Hezbollah criticized US President Donald Trump’s Gaza peace plan and voiced support for the upcoming ceasefire negotiations between Israel and Hamas in Egypt in posts to its Telegram channel on Sunday evening.
Trump’s plan is an “initiative full of traps, even more extreme than the proposals of the criminals Ben-Gvir and Smotrich,” Hezbollah claimed in its statement.
Hezbollah continued, calling Trump the “official patron of the [Zionist] entity” and an “executioner” and slamming his initiative to end the war, as he had “perfected [Palestinian's] torture, killing, and displacement after nearly two years of continuous massacres.”
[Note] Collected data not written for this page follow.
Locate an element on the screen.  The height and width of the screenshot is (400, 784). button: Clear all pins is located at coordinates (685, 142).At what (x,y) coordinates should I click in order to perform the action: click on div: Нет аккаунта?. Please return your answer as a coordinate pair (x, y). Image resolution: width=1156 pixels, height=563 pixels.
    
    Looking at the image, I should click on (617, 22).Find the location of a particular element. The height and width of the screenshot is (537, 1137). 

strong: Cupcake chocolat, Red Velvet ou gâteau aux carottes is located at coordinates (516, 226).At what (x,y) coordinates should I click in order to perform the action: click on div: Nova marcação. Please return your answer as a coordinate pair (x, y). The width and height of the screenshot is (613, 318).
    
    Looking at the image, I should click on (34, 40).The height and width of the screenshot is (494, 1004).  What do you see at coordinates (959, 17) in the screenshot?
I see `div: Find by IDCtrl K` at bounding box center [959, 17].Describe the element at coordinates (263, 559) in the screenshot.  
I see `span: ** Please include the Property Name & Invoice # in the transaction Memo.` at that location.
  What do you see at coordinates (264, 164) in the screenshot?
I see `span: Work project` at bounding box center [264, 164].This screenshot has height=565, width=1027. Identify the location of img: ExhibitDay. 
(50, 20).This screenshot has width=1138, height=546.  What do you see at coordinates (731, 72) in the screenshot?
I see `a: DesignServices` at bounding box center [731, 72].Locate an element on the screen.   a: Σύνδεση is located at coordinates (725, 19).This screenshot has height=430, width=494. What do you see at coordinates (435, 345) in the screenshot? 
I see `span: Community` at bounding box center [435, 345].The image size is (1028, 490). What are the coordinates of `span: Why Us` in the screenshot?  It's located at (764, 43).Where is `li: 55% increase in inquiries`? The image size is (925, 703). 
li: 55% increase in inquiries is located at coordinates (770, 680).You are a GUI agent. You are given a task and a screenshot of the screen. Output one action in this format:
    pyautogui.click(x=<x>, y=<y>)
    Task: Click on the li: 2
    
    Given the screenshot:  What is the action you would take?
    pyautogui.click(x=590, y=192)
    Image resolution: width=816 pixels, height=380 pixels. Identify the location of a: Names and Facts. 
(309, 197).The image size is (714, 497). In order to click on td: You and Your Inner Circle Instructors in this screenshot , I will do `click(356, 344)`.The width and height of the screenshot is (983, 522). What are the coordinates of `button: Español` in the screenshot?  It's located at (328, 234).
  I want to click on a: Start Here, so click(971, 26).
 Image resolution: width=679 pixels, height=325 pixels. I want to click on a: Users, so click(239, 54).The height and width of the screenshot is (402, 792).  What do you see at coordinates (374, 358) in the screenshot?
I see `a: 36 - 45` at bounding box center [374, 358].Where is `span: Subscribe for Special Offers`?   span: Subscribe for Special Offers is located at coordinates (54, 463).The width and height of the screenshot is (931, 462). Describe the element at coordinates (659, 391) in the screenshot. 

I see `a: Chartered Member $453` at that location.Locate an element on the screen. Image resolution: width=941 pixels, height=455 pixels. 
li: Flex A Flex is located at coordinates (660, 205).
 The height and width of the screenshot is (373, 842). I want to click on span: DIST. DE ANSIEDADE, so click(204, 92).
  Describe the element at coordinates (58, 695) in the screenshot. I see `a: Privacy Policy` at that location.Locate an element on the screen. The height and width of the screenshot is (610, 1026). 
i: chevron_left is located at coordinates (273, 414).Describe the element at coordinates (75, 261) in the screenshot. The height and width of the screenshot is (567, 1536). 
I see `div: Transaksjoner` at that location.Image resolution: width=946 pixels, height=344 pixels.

Despite this, in a subsequent statement posted to the organization's Telegram account, Hezbollah expressed its support and praised Hamas’s decision to participate in the ceasefire negotiations scheduled for Monday.
“This position also reaffirms adherence to the fundamental principles of the Palestinian cause and the refusal to compromise the rights of the Palestinian people,” Hezbollah stated.
Hezbollah had vowed to fight until the war in Gaza ends
Hezbollah itself had been at war with the Jewish state until a ceasefire went into effect at the end of November 2024. The Lebanese terror organization limped out of the conflict badly broken, with much of its leadership and fighting force dead and wounded.
During the conflict, in a speech given in February 2024, former Hezbollah leader Hassan Nasrallah warned that his terror group would not stop attacking Israel until the war in Gaza was ended.
The terror chief was later killed in an Israeli strike in September 2024 after the infamous beeper operation and the killing of Hezbollah official Ibrahim Aqil.
After the ceasefire went into effect, the group refused to disarm.
The Lebanese government announced its intention to push the terror organization to do so, and in a meeting last month, a source familiar with the discussions told The Jerusalem Post that while Lebanon’s military is still in the early stages of the operation, “yes, they are taking steps to dismantle the organization’s weapons."
Amichai Stein and Tzvi Joffre contributed to this report.